Article
Opinion on the SIVV and planting authorisations
This opinion addresses a very specific but highly sensitive legal problem: where vineyard area beyond the authorised planting right is later tolerated or “certified” because of prior administrative oversight, lack of inspection capacity or delayed verification in the SIVV system.
This English version follows the Portuguese VinumLex original and is presented here for informative reading. The Portuguese original remains the reference source for archival purposes.
Open Portuguese originalPortuguese editorial article
Core legal thesis
- If vineyard area beyond the underlying planting right is later accepted merely because the services failed to detect it in time, the system ends up retroactively legalising an excess area that never had a constitutive right behind it.

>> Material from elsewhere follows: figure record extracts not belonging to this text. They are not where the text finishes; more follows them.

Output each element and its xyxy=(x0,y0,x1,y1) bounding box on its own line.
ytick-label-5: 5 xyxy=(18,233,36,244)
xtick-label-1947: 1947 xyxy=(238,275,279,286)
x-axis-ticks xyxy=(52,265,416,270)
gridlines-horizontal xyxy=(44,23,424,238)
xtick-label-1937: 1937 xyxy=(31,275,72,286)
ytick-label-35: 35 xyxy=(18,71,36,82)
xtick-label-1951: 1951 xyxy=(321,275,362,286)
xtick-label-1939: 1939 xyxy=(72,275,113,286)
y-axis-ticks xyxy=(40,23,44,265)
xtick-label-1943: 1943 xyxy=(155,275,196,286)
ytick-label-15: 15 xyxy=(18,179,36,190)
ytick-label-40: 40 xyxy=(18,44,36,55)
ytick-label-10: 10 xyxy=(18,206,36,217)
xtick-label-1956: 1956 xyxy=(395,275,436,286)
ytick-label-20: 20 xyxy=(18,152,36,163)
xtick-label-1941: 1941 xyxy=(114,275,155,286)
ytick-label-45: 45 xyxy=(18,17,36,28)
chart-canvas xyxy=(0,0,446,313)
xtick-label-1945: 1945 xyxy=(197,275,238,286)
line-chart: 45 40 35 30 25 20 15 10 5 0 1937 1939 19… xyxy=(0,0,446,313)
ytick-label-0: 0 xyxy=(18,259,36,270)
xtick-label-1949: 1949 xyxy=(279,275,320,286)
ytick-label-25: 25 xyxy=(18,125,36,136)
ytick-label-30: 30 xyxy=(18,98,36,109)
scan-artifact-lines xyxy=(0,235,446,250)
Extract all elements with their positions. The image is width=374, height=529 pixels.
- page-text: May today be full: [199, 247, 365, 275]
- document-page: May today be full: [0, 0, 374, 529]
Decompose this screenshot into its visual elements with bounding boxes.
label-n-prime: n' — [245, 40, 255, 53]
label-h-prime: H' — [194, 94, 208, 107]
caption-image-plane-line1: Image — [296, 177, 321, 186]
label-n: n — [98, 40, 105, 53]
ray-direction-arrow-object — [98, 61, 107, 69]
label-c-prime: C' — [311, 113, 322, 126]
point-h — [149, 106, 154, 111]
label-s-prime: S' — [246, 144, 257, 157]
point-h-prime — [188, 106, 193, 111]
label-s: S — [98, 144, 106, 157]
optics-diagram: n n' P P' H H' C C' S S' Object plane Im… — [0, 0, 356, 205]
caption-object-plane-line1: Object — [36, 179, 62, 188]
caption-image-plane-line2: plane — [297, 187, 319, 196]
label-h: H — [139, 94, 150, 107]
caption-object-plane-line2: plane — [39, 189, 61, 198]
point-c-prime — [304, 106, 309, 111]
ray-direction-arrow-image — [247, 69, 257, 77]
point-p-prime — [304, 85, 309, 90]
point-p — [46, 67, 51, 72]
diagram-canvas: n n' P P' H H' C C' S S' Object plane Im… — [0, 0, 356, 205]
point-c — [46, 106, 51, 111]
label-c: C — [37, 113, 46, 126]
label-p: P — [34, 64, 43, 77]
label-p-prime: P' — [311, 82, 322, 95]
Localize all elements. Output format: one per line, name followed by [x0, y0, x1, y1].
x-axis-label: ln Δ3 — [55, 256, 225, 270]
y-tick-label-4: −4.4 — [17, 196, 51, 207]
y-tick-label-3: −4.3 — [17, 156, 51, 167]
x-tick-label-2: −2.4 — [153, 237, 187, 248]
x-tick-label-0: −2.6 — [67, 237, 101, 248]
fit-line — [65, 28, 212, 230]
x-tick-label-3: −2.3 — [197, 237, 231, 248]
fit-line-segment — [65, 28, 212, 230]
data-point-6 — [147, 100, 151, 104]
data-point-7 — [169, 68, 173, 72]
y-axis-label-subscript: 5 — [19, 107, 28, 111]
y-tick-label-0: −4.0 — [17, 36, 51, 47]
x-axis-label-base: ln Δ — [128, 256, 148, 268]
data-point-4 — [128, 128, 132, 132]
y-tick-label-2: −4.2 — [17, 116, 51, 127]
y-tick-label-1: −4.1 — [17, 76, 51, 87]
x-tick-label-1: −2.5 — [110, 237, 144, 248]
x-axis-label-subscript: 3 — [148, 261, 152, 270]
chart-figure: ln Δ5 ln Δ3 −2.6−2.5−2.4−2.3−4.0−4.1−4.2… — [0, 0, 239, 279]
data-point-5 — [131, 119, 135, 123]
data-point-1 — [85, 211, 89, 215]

- According to the opinion, that would empty the sanctioning regime of practical force, subvert the planting-authorisation system and disrespect the minimum prior procedure required by EU and domestic law.
- The conclusion defended is therefore one of nullity, not mere annulability.
Administrative-law reasoning
- The opinion expressly invokes the Portuguese Code of Administrative Procedure, arguing that such acts would be void because they certify an untrue or legally non-existent situation and omit the legally required prior procedure.
- From that perspective, later administrative tolerance cannot produce valid legal protection for the excess area.
- Nullity may be invoked at any time and operates by force of law once the defect is verified in the concrete case.
Systemic implications
- The issue is presented not as an isolated irregularity but as a structural risk to the entire SIVV and vineyard-authorisation architecture.
- Allowing ex post regularisation of excess planting by mere administrative tolerance would multiply vineyard areas outside the authorised framework and distort the common market discipline behind planting controls.
- For that reason, the opinion favours a strict reading focused on legality, prior procedure and market integrity.
Editorial conclusion
- The opinion defends a clear legal position: planting rights must precede planting, not be reconstructed after the fact through administrative convenience.
- In this field, procedural form is not a minor technicality but part of the substantive market order itself.
- The text should therefore be read as a defence of legal coherence in the management of vineyard area and planting control.